Reconstructing Ashkenaz shows that, contrary to traditional accounts, the Jews of Western Europe in the High Middle Ages were not a society of saints and martyrs. David Malkiel offers provocative revisions of commonly held interpretations of Jewish martyrdom in the First Crusade massacres, the level of obedience to rabbinic authority, and relations with apostates and with Christians. In the process, he also reexamines and radically revises the view that Ashkenazic Jewry was more pious than its Sephardic counterpart.
A large body of historical commentary suggests that medieval Ashkenazim were simple but pious, while the Jews of Spain were so lax as to drift into apostasy. Malkiel challenges this view- sometimes successfully, sometimes less so.
One of his essays focuses on the Crusader massacres of 1096; the conventional wisdom is that Jews could have easily saved themselves by converting to Christianity, but chose to be martyrs. Malkiel points out that many antecdotes involve crusaders who offer baptism as an option only after they have killed many Jews and "having slaked their bloodlust... offer baptism to a handful of survivors." He therefore reasons that the crusaders' primary goal was murder rather than conversion, and that few Jews had the option of conversion.
Another essay focuses on apostates. He notes that rabbinic works on this issue rarely drew a distinction between voluntary and involuntary apostates, which might mean that voluntary conversions to Christianity were more common than many modern historians believe. Similarly, Malkiel suggests that Jews interacted with Christian culture than later historians think; for example, non-Jewish names (especially for girls) might not have been uncommon.
A more interesting, but more flawed, essay is about halakhic deviance. Malkiel discusses many instances in which Franco-German Jewish custom deviated from the Talmud; Ashkenazic rabbis often sought to accommodate such customs rather than rejecting them. He uses these examples to show that rabbis did not have total control of popular conduct. On the other hand, these customs usually involved fairly borderline issues such as women wearing jewelry on Shabbat- which certainly seems to imply that major halachic violations (such as complete nonobservance) were rare. By contrast, Malkiel quotes rabbis condemning much more flagrant halachic violations in Spain. Having said that, there is no way of knowing to what extent rabbinic complaints reflected what large numbers of people were doing.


▸ **Description of the task**
Your response should consist of the full data, set down exactly.

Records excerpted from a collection
· · · ·

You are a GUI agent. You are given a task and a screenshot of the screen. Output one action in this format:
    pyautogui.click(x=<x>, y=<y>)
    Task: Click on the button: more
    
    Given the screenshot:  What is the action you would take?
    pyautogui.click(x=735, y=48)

· · · ·

▸ **Response area**
You are a GUI agent. You are given a task and a screenshot of the screen. Output one action in this format:
    pyautogui.click(x=<x>, y=<y>)
    Task: Click on the button: more
    
    Given the screenshot:  What is the action you would take?
    pyautogui.click(x=735, y=48)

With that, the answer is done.